§ WHAT THE TASK ASKS
From the listing below, output only the lines starting at the line that has "You are a GUI" and ending at the line that has "The height and width of the screenshot is (644, 834).", exactly as they appear, ends included.
╭─ INPUT
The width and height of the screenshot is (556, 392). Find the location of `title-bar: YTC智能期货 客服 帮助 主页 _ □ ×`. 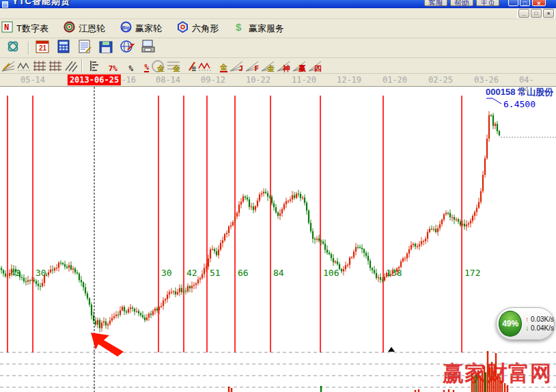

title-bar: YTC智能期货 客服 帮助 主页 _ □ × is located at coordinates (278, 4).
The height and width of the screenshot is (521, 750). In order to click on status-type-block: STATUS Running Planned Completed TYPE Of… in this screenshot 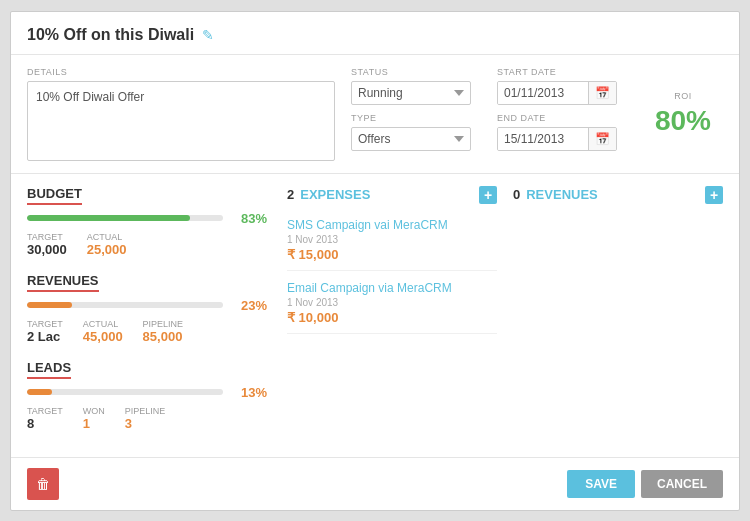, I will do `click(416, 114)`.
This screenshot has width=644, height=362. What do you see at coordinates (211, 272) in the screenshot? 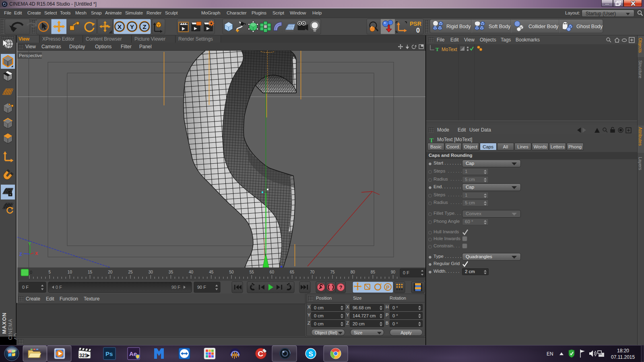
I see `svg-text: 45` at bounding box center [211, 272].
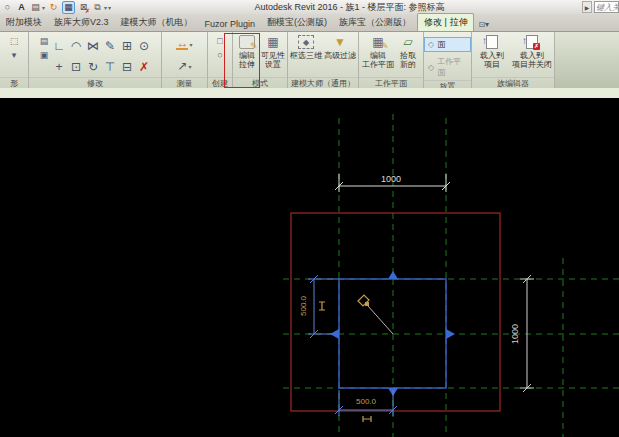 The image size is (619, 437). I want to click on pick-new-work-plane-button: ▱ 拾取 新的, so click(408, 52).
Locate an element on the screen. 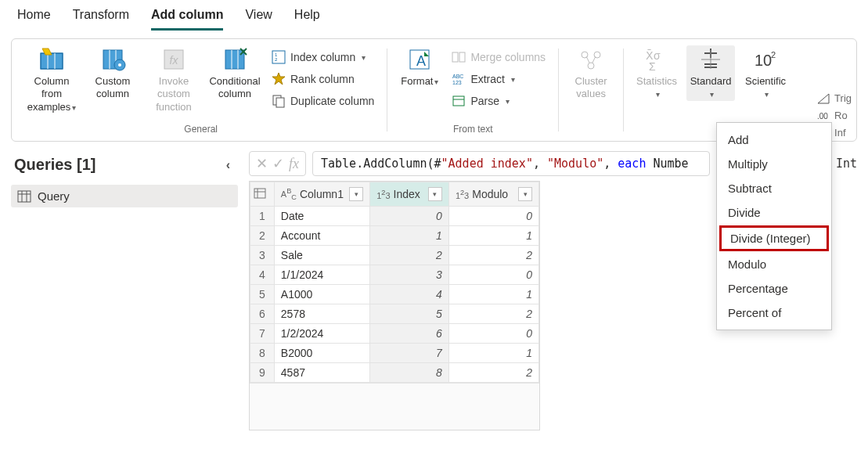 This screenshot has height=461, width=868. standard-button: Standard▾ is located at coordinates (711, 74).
╰─
╭─ INPUT
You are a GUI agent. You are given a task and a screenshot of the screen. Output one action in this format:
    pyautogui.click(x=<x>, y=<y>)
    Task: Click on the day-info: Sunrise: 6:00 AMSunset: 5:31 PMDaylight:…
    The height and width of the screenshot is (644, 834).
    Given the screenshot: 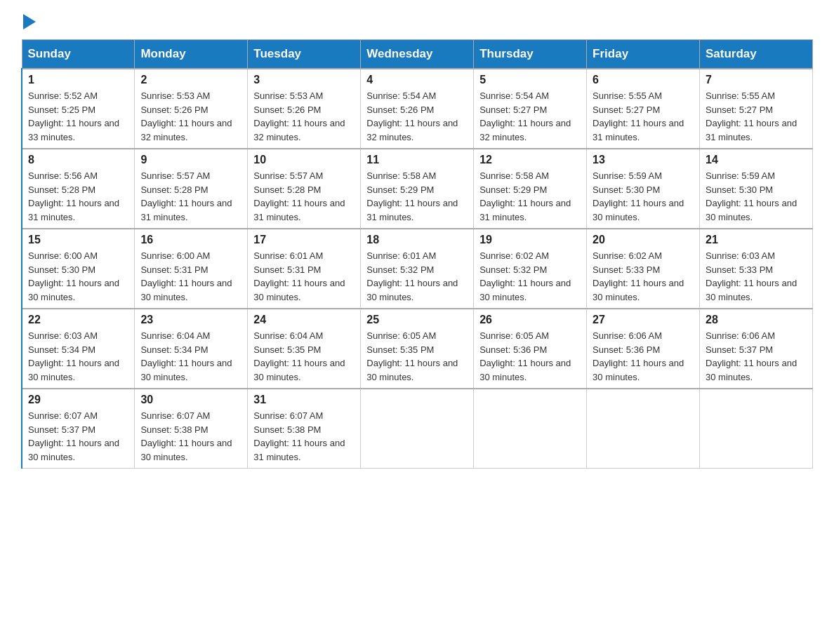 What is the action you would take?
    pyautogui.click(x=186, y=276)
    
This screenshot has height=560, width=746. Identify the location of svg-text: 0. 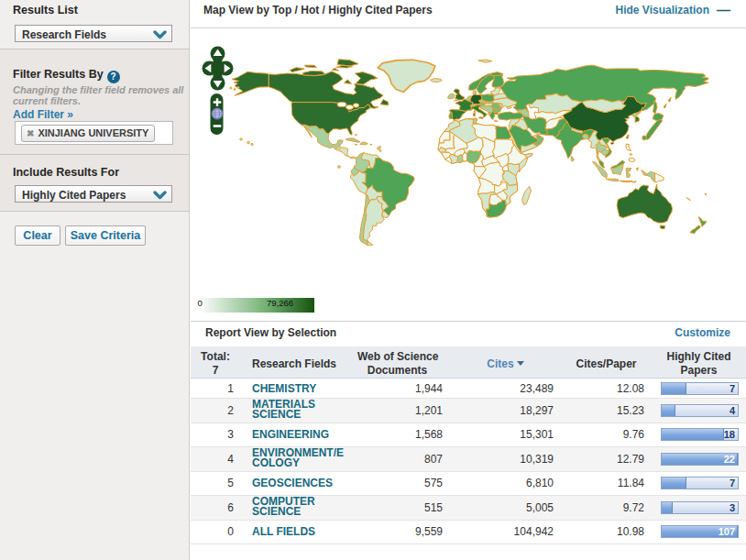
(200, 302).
╰─
╭─ INPUT
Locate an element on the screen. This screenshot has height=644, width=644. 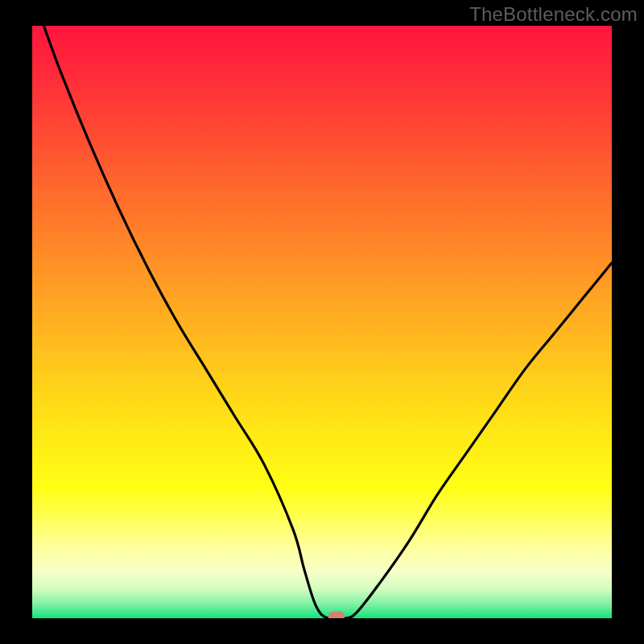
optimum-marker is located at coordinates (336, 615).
╰─
§ ANSWER TO THIS PROBLEM
You are a GUI agent. You are given a task and a screenshot of the screen. Output one action in this format:
    pyautogui.click(x=<x>, y=<y>)
    Task: Click on the day-info: Sunrise: 6:00 AMSunset: 5:31 PMDaylight:…
    The height and width of the screenshot is (644, 834).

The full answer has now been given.